Changing The Scope … about DSM (5)
Poster A9, Monday, October 8, 11:30 am - 1:00 pm, Essex Ballroom
Marc Calmeyn1, Dorien Nieman2; 1Psychiatrist Psychiatric Centre Olv Bruges, 2Associate Professor Academic Medical Center Department of Psychiatry Amsterdam
Worldwide the DSM is used as a basis for morbidity statistics; reimbursement systems; intervention decision support in health care, education and welfare contexts; design of research; communication and teaching about mental health problems. The Superior Health Council of Belgium advise the Belgian government. It has installed a multidisciplinary expert committee to make a report on the problematic side of the use the DSM (5) in mental health care and possible alternatives.
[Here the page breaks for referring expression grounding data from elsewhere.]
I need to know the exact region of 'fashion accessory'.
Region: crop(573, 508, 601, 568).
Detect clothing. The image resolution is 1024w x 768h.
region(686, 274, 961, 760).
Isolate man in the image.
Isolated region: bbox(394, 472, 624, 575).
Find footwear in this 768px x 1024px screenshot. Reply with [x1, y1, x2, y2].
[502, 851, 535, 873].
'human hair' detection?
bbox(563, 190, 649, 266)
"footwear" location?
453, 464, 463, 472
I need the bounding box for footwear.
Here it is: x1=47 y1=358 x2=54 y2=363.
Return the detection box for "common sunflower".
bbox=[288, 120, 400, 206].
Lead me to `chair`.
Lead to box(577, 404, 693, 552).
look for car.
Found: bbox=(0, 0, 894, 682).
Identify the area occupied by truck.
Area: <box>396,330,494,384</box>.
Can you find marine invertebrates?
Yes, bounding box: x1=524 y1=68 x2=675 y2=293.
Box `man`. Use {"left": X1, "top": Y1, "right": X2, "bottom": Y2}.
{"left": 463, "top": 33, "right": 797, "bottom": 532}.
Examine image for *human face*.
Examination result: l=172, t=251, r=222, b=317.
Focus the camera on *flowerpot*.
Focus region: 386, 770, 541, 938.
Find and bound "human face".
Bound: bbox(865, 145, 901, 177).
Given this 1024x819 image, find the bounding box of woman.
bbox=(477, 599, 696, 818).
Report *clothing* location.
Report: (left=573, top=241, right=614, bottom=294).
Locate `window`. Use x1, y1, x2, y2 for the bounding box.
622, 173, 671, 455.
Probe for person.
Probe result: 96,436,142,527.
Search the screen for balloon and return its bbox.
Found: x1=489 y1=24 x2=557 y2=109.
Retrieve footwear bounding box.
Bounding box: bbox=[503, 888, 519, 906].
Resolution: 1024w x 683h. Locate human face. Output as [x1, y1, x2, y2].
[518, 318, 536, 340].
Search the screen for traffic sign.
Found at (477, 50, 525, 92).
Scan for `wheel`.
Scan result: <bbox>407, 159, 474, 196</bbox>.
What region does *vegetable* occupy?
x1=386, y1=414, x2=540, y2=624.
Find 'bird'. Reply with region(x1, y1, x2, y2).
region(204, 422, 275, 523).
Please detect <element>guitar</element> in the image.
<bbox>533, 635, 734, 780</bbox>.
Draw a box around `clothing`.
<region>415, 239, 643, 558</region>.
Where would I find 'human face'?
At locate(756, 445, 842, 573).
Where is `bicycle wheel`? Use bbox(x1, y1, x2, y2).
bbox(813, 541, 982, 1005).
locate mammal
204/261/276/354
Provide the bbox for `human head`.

The expert committee consists of psychiatrists, psychologists, philosophers, sociologists and an expert by experience. This evaluation at government level is the first to be presented in the international professional community. The expert committee concludes that there are many epistemological concerns with classification in psychiatry, which are related to debates about their ‘natural kindness’ i.e. it is questionable that there are kinds of mental disorders much in the same way as there are kinds of chemical substances or species of animals. On the clinical level, societal and medical ideas about health and healthcare are changing. Health is not only composed of bio-psychosocial components, but also has an existential dimension: mental health problems challenge people’s self-experience as well as their social position, which is often seriously hampered. The expert report committee describes new developments namely the recovery movement, clinical staging and diagnosis by means of clinical case formulations. All this is an appeal for changing the scope about psychosis, psychiatric classification, its epistemological fundaments and clinical use.